The reply of the Archeio-marxists did not take long. The oppositionist workers would not tolerate Stalinist terrorism which was carried out under the eyes of the Greek police. They defended themselves throughout the whole country, and after serious struggles were able to impose silence on the small Stalinist sect.
The struggle of the Archeio-marxists against the official party and all those who were sympathetic towards it has become more difficult because – mistakenly – our comrades did not have their own political newspaper, through which they could defend publicly their political positions and reply to the sycophancies of their political opponents. (The newspapers referred to previously were more narrowly trade union papers). We must take into account that the comrades of the Archeio-marxists considered for a while (and in our opinion quite mistakenly) that their political activity with a newspaper and all the forms of struggle used by a political party was premature. Only when they obtained a true influence inside the country and inside the working class did they decide to publish a weekly paper, Palik ton Taxeon (Class Struggle), and a monthly theoretical journal Davlos (Torch).

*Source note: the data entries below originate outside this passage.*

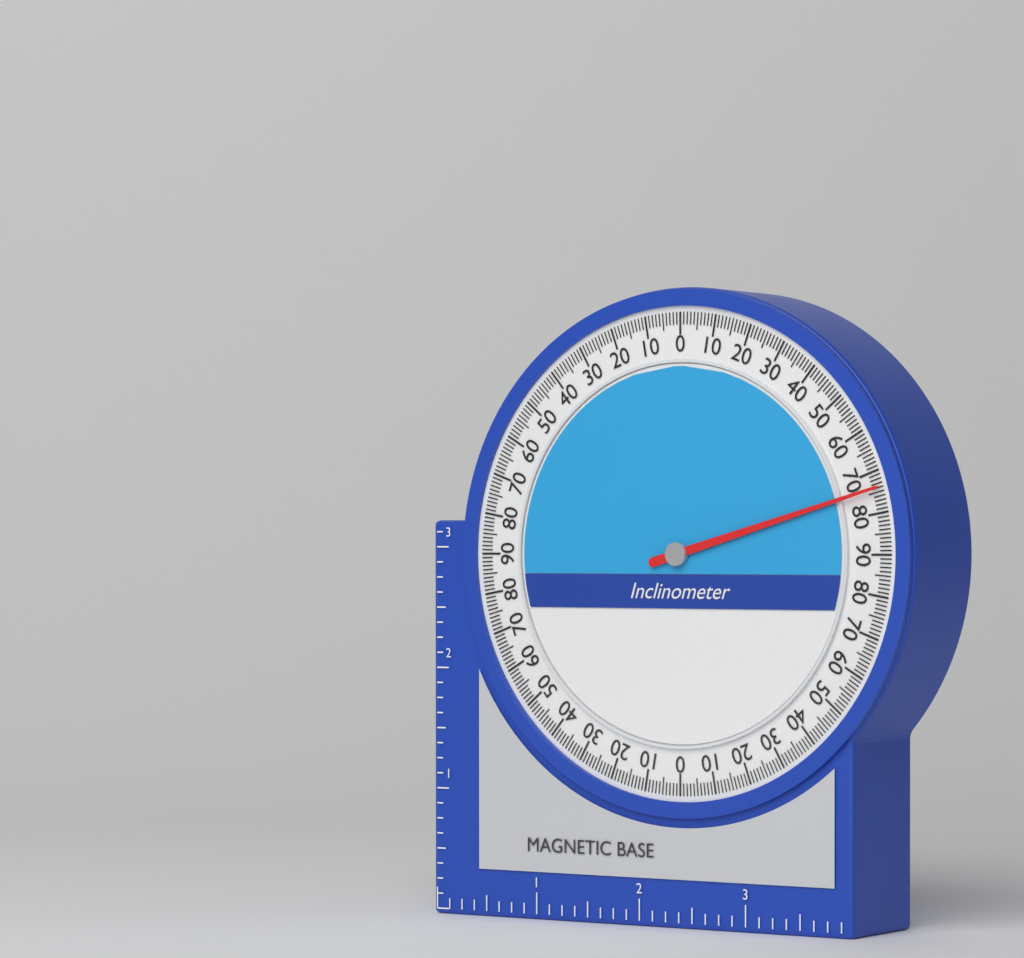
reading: 74 (no unit)
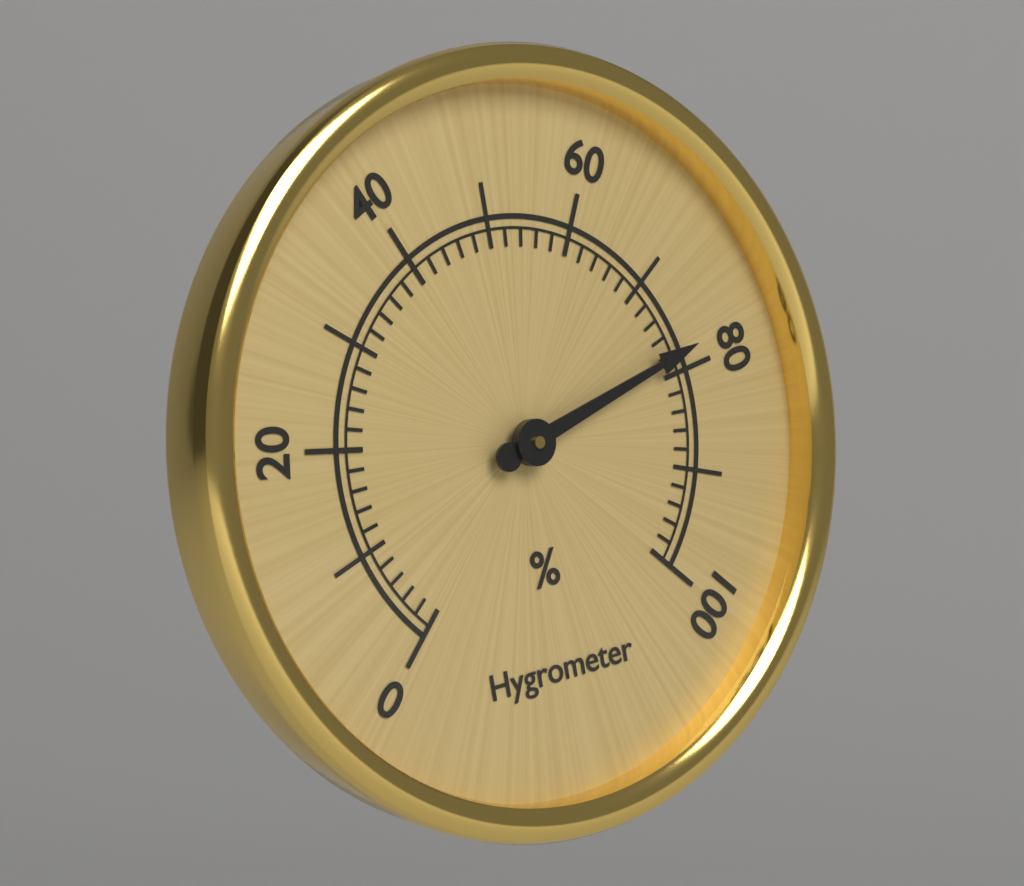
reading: 78 %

This decision posed for them the question which in Greece more than in any other country takes on an added significance – should they work as a faction of the official party or instead enter onto the path for a new party?
The congress of the Archeio-marxists which took place in Athens last month in the presence of two representatives of the International Bureau, broadly discussed these issues. This congress constitutes a decisive stage in the development of the Archeio-marxist movement, which, according to the decision of the congress, will from now on be called the Organisation of Bolshevik-Leninists of Greece (Oppositionists).
The most important decisions of this congress were expressed in the resolutions of principles unanimously adopted.
As stated above, the congress, with its resolution, marks a decisive stage in the development of the Archeio-marxists. The period of theoretical preparation and concentration of revolutionary cadres has finished. A period of broad political work is beginning. Along with it, a large tendency, the Organisation of Bolshevik-Leninists of Greece (Oppositionists) is taking the place of the Archeio-marxists in Greece.
Will it assume the character of a new Communist party which will replace the KKE, which has lost what little prestige it had? It is the branches of this organisation which will decide in the coming months. But the Greek Opposition, as their resolution states, “will carefully observe the development of the KKE, and support all the moves which could attract the working masses towards a revolutionary movement.”
The experience of many years of struggle by the Greek Left Opposition, and the important successes which have been achieved, show that they are on a correct path. A clear and concrete political line together with the aid of the International Opposition will allow them to create a healthy Communist movement able to attract the best elements of the party and the new opposition which has emerged from the party (the Spartacus group). For as long as this group does not unify with the Archeio-marxists, an honest and serious discussion must govern the relations between the Archeio-marxists and Spartacus.
Confronting all the militants of the Greek Left Opposition, a task of great importance is ahead of them – the creation of a true Communist party worthy of the teachings of Marx and Lenin.
This party will be independent of the Stalinist machine and the bureaucrats of the official Greek party. That will not at all prevent it from being viewed as a section of the Third International and from working decisively for its reconstruction. The example of the Archeio-marxists proves that the less a revolutionary organisation depends on the Stalinist machine, the more militant and committed they are to the work of the International of Lenin and Trotsky.